Reasons to become an agile web designer. # 2 More enjoyable work

In the last video I argued that selling websites as commodities was outdated because:

  • The “build it and they will come” approach is rarely considered an effective online marketing strategy.
  • Most web designers are using platforms (like WordPress) that need to evolve.

Here, I am looking at how traditional project management can also make work unnecessarily miserable.

If it wasn’t for those meddling clients

Complaints about clients are familiar and age old:

  • Vague requests for changes and too many of them.
  • Not providing usable content on time.
  • Failing to recognise expertise or undoing good work.
  • Requesting unexpected features.
  • Asking for things that are bad for user experience.
  • Expecting too much for the budget etc.

These are often cited as the reasons our peers stop doing client work. They leave designers feeling overworked and undervalued.

Some turn to sales gurus who sell the secret of charging more for the same thing.

Although this helps some, it does not address the wider problem. If the client’s initial investment is not aligned with the returns (as with agile approaches) the designer’s gain comes at a greater risk to the client.

It can also lead to good clients being prematurely written off as “cheap” for needing proof rather than promises.

Doing the same thing and expecting a different outcome

The problem with traditional project management is that it fixes the cost of customer satisfaction on the “end deliverable”.

This is a demanding proposition for even the most simple and objectively understood product.

With modern web design this is compounded as the value is no longer with the site itself, but the design.

Our industry has matured beyond selling hand coding HTML brochure sites to creating “delightful user experiences” that generate leads through an understanding of the users psychologies and by responding to social change.

A website can be subjectively critiqued, but design is mostly invisible.

Putting the focus on the end deliverable diverts the client from appreciating what good designers do.
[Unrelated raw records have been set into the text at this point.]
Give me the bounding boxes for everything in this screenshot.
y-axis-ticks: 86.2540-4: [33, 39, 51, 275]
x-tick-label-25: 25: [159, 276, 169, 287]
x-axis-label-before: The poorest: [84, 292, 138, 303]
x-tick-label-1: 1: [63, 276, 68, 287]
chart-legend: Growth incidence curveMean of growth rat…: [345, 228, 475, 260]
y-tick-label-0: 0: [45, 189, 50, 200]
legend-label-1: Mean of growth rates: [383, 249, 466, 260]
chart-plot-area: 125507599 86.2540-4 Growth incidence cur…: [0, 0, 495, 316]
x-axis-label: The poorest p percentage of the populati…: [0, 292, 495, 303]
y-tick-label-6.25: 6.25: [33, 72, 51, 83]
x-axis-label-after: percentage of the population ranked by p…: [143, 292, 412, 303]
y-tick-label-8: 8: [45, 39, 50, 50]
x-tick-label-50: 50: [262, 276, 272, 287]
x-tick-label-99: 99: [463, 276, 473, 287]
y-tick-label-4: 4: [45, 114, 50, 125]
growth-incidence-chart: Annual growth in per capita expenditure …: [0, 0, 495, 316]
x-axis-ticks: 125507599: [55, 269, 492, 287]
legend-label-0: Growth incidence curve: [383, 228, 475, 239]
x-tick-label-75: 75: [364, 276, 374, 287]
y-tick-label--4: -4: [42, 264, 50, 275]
If the client places complete trust in the designer and leaves them to it. The designer gets a limited insight into the business they are representing and is isolated. The client can’t see how to evolve the work done. It gets undone.

If a less trusting client gets involved they may try to direct the design or elicit the opinions of third parties. We get “design by committee” with the designer demoted to pixel pusher. It is done out of fear because we set an arbitrary deadline where the website is supposedly “done” and their budget gone.

If the client is trusting and engaged it’s likely they will begin to see opportunities that go beyond the original scope.

This is ideal for the agile designer, but is a failure for the traditional designer who now has to choose between doing extra work or negotiating the contract.

The Agile Mindset

It’s hard to dispute that agile is not the way forward for work in the interconnected digital era, but the implementation of agile methodologies can be.

Agile Burnout can be a problem in Scrum where iterative sprints leave staff feeling like they are on a hamster wheel. The problem is “Agile” is big business and companies buy agile tools and processes and forget the power is in the four core values.

Agile-Hamster-Wheel

 

Let’s finish up by looking at these:

Individuals and interactions over processes and tools.

This reminds us to think about who we are working with. If we want our clients to take us seriously as UX designers it should probably start with them.

I’m sure I am not the only one to make the mistake of forcing clients to learn project management tools and processes I bought or copied in order to feel “professional”. It did the opposite and created friction.

The same was true of patronising exercises handed out to clients for “discovery” purposes. Assigning business owners homework like children tends not to level up the interaction even if the questions are sound.

Working software over comprehensive documentation

Translating this for web design it means get something out that can be field tested.

I have been involved in vanity projects that have gone on for 3+ years behind coming soon pages. Endless opinion based revisions untested against business aims leaves everyone drained.

They could have had a home page with contact form a place earning a place in SERPs, providing some data and potentially earning in just days.

Customer collaboration over contract negotiation

This is about pooling skills and knowledge and moving forward together rather than setting up “us than them” divisions.

Clients have insights into their business and audience. We have the knowledge to translate that into engaging design, but neither of us know in advance how this will play out.

We can demonstrate our expertise by showing we understand the consideration and by encouraging testing. We can undermine this by claiming to have all the answers.

Responding to change over following a plan

In my last post I used the analogy of a website as front of house staff that have to learn and respond to the customers.

But even before a site is live, UX and SEO considerations appears as projects progress even without formally doing research. It only needs one tester or new knowledge of a competitor to throw out plans. It should be expected and welcomed.

Most of the friction with clients goes when they are investing on the basis of evidence. We can’t overwork if we are timeboxing rather than chasing a moving target.